Saturday, June 25, 2005

Rebuilding Out of the Rubble

PosKo Zwolle-Maluku News Portal

February 25, 2005

Last week, a team from Jubilee Campaign traveled to the Maluku Islands of Indonesia to visit the Caleb Chandler House, a residential facility for children orphaned during the religious violence that rocked Maluku Province for nearly three years, from 1999 to 2001. Jubilee Campaign has conducted a sponsorship program for a number of years to provide housing, food, education and spiritual and emotional nurture to the orphans. In the following report, Jubilee Director Ann Buwalda offers her reflections on the history of the place and her hopes for the future of the residents of Caleb House and the Christian village of Waii.

The attacks lasted from January 23, 1999, through August 2001 in the village of Waii, Indonesia. The attackers, members of the Laskar Jihad, wore white, including white turbans. Those attacked were decapitated and mutilated beyond belief, even the elderly and women. One pastor tearfully beseeched us as visitors to help him understand how he could possible counsel his flock in the wake of such horrors.

In January 2002, a Jubilee Campaign team visited Ambon Island, in the Maluku Province of Indonesia. Ambon was one of the pivotal areas in the conflict between Muslim and Christian communities that lasted four pa inful years. We had visited a refugee camp located near Passo Village, to which all the surviving villagers from Waii had fled. Waii villagers in that camp told us that the Islamic militant group Laskar Jihad had attacked Waii forty times, escalating to the use of military weaponry before the villagers finally gave up and fled on foot across a mountain range to the Christian area in Passo.



During a meeting in that area with twenty bupatis, these pastors and Christian village leaders poured out their grief and fears to us as they recounted the horrors of random attacks, butchered bodies of friends and relatives and lack of military or police protection. Both were suspected of taking sides against them, particularly because military weaponry had been used during the attacks and because the attackers were never apprehended, even when there was advance notice of the attack and when military barracks were close by. Thus, at the time of that visit, Laskar Jihad persisted, an estimated 10,000 militants in the Maluku Islands lived within entrenched terrorist training camps and prospects for the Waii villagers appeared bleak.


Look for the word "Series" in the data below, and copy every line that holds it.

(Data about app and page elements)
========================================================================
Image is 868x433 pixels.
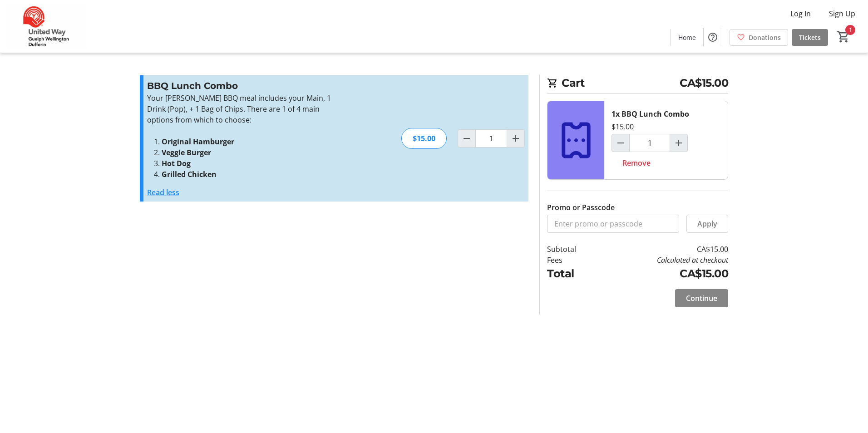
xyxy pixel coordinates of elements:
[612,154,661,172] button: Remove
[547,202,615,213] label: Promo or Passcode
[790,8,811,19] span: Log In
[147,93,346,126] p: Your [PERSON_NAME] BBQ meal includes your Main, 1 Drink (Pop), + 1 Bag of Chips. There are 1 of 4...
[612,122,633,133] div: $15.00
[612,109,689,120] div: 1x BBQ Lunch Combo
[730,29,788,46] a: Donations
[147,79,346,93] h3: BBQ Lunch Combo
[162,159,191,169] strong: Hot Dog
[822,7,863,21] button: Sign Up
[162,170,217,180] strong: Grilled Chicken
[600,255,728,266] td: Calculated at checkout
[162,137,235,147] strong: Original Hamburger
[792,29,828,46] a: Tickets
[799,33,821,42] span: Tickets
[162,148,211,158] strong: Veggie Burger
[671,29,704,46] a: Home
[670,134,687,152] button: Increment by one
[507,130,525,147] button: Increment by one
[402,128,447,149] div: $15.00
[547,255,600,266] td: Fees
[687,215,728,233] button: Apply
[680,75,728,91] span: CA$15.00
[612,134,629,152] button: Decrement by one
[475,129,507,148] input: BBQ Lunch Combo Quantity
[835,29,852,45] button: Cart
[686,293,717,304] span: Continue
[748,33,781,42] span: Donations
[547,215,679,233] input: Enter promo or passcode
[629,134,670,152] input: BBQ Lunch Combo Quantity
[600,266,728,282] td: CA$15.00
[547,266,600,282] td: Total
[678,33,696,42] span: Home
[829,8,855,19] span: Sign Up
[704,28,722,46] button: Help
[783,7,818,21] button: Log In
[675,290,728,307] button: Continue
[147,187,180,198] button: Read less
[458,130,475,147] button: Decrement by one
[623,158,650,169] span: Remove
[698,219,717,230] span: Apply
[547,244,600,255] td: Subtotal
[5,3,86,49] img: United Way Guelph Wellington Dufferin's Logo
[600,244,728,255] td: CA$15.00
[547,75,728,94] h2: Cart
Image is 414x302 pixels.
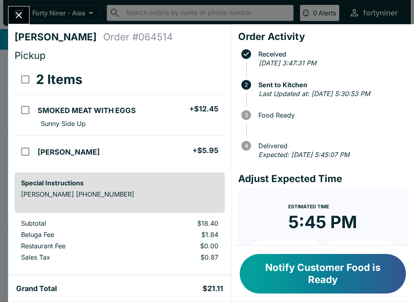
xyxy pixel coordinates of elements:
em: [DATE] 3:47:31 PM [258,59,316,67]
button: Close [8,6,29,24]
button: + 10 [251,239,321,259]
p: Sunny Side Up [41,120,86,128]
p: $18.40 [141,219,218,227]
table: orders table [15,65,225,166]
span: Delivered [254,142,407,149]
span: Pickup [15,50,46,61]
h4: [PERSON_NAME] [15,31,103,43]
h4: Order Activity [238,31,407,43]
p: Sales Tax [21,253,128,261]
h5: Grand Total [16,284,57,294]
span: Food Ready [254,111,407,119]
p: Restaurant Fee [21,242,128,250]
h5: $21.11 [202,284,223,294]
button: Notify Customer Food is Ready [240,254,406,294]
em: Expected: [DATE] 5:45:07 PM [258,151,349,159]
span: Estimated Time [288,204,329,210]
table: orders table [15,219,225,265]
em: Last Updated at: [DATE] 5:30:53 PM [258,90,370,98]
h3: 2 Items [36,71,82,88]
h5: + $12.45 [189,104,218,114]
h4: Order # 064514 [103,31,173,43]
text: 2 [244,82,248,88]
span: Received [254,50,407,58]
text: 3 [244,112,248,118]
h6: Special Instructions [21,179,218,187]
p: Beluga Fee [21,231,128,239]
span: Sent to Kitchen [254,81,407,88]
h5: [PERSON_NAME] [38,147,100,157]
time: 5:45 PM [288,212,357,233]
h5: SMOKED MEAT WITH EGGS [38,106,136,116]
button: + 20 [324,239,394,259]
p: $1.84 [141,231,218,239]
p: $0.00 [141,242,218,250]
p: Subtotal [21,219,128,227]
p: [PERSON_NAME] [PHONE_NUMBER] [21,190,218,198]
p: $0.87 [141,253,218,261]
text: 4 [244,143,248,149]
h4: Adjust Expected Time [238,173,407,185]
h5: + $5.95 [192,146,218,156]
========================================================================
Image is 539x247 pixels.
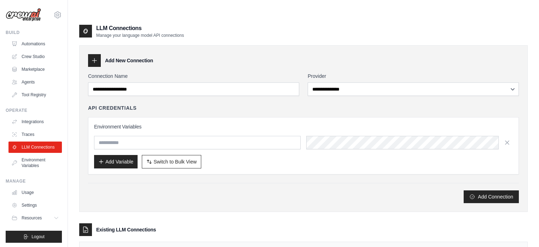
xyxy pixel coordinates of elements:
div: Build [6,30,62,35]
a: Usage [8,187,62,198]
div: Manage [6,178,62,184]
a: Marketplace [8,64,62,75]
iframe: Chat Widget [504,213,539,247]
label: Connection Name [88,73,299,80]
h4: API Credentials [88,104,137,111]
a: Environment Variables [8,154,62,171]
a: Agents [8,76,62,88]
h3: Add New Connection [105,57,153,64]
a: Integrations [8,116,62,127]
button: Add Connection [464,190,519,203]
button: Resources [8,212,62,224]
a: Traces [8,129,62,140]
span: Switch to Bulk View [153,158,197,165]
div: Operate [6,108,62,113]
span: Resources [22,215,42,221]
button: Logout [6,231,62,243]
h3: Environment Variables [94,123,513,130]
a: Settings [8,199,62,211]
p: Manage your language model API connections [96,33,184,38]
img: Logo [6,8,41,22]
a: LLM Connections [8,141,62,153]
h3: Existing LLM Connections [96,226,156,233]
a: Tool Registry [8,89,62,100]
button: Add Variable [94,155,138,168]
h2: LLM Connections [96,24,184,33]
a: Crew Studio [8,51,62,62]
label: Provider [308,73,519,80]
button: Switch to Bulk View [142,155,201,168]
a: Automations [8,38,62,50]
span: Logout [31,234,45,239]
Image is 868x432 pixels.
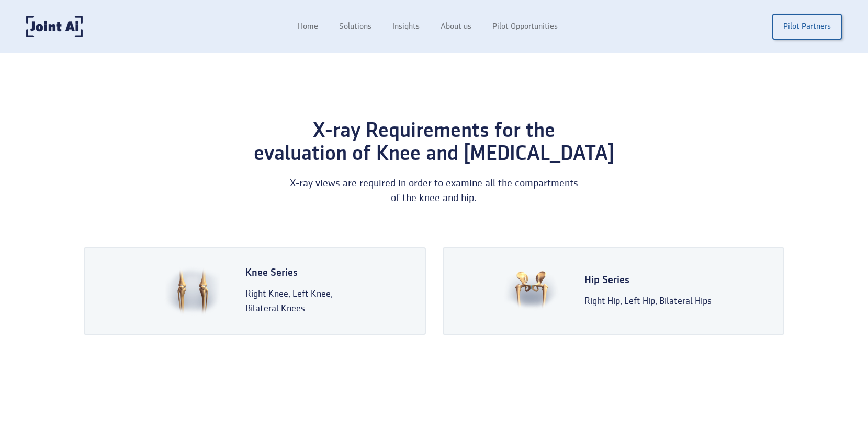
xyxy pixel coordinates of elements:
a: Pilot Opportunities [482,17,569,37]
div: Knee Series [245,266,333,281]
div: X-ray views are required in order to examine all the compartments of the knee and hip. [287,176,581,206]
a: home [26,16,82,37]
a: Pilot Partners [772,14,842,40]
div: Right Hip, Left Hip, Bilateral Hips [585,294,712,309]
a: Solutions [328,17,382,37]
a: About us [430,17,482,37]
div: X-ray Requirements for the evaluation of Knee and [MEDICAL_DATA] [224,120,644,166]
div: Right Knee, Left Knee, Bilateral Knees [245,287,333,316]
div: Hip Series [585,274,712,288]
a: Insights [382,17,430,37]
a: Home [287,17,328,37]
========================================================================
▶ RESPONSE TO THE TASK
div: Knee Series [245,266,333,281]
div: Hip Series [585,274,712,288]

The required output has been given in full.